Take the Fork in the Road, Please
After the occurrence of some significant event—in this case, the election of a megalomaniacal and unpredictable billionaire celebrity to the U. S. Presidency—it is human nature to look back in time to see how it could have been predicted and prevented; or at least discover that someone or something else had foretold it (which is much simpler—there always are signposts to the future pointing the way to the present, signposts the time traveler had forgotten reading along the way, or missed entirely—and made sure those oversights should be avoided the next go-round. Or signs that were just ignored, pooh-poohed as "that's just crazy," or, "that couldn't happen here." Keep in mind, there could be hundreds or thousand of such examples, some more specific like direct, pre-election polling; others more general, like explanations of the social psyche or political-economics as explained by academicians, literary sages, or cultural critics. Either way (and to cliche´-up this whole thing ) hindsight is 20-20, and simple—and fun! As big picture person myself, I like the following warning signs (billboards maybe?) of the climate that led to election of DJT.Pragmatist philosopher Richard Rorty, in his 1998 Achieving Our Country (Harvard Press, first paperback edition, 1999), writes
The point of his book The Endangered American Dream [Edward N. Luttwak] is that members of labor unions, and unorganized unskilled workers, will sooner or later realize that their government is not even trying to prevent wages from sinking or to prevent jobs from being exported. Around the same time, they will realize that suburban white-collar workers—themselves desperately afraid of being downsized– are not going to let themselves be taxed to provide social benefits for anyone else.
At that point, something will crack. The non-suburban electorate will decide that the system has failed and start looking around for a strongman to vote for—someone willing to assure them that, once he is elected, the smug bureaucrats, tricky lawyers, overpaid bond salesmen, and postmodernist professors will no longer be calling the shots....For once such a strongman takes office, nobody can predict what will happen...Or this keenly descriptive state of the political and economic state of affairs that had made the state of Kansas look like a microcosm of the rest of America (or the Arab states) and an easy touch for demagoguery. From Thomas Frank's What's the Matter with Kansas? (Metropolitan Books Henry Holt and Company, New York, 2004) five years later:
Using the backlighting of the past, the present has come more into focus. But viewing forms from that perspective can be as illusory as the figures in Plato's cave, however, so for the future, do we wag a lantern and watch the figures ahead sway left and right, in and out of focus, or do we direct an LED-brilliant flashlight beam toward—what?
The Wall Street Journal ran an essay about a place “where hatred trumps bread,” where a manipulative ruling class has for decades exploited an impoverished people while simultaneously fostering in them a culture of victimization that steers this people’s fury back persistently toward a shadowy, cosmopolitan Other. In this tragic land unassuageable cultural grievances are elevated inexplicably over solid material ones, and basic economic self-interest is eclipsed by juicy myths of national authenticity and righteousness wronged.The essay was supposed to be a description of the Arab states in their conflict with Israel, but when I read it I thought immediately of dear old Kansas and the role that locales like Shawnee play in conservatism’s populist myth.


- _Instructions for the task_: Among the entries, find the lines with the string "MALT" and copy them.

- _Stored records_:
_ _ _ _ _ _ _

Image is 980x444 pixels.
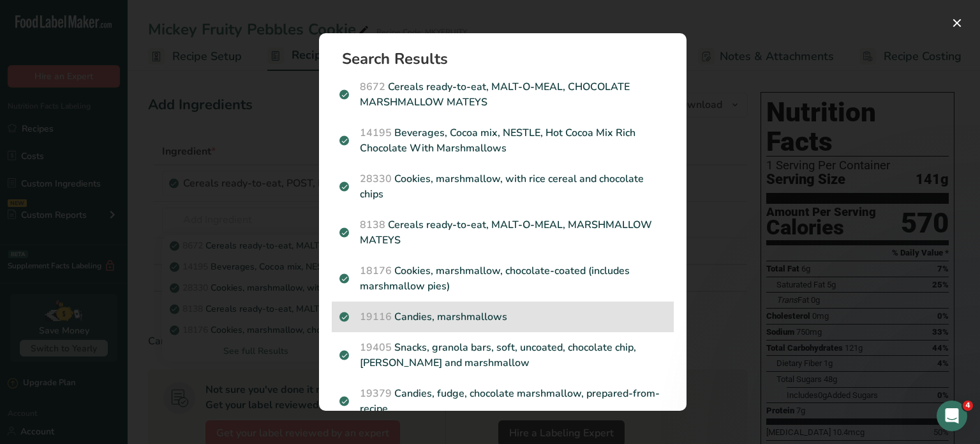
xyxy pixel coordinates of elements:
h1: Search Results [342,51,674,66]
p: Cookies, marshmallow, chocolate-coated (includes marshmallow pies) [339,263,666,294]
span: 19116 [360,310,392,324]
p: Beverages, Cocoa mix, NESTLE, Hot Cocoa Mix Rich Chocolate With Marshmallows [339,125,666,156]
span: 18176 [360,263,392,278]
span: 19405 [360,340,392,354]
span: 8138 [360,218,385,232]
span: 28330 [360,172,392,185]
p: Cereals ready-to-eat, MALT-O-MEAL, MARSHMALLOW MATEYS [339,217,666,248]
span: 8672 [360,80,385,94]
span: 14195 [360,126,392,140]
p: Cookies, marshmallow, with rice cereal and chocolate chips [339,172,666,202]
p: Candies, fudge, chocolate marshmallow, prepared-from-recipe [339,386,666,416]
p: Snacks, granola bars, soft, uncoated, chocolate chip, [PERSON_NAME] and marshmallow [339,339,666,371]
span: 19379 [360,387,392,401]
p: Cereals ready-to-eat, MALT-O-MEAL, CHOCOLATE MARSHMALLOW MATEYS [339,79,666,110]
span: 4 [963,401,973,410]
iframe: Intercom live chat [937,401,967,431]
p: Candies, marshmallows [339,309,666,325]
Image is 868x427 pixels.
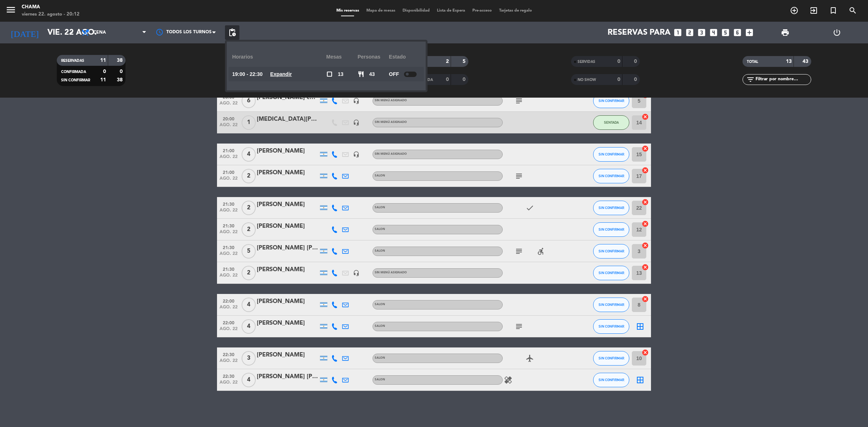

_ _ _ _ _ _ _

- _Response area_:
p: Cereals ready-to-eat, MALT-O-MEAL, MARSHMALLOW MATEYS [339,217,666,248]
p: Cereals ready-to-eat, MALT-O-MEAL, CHOCOLATE MARSHMALLOW MATEYS [339,79,666,110]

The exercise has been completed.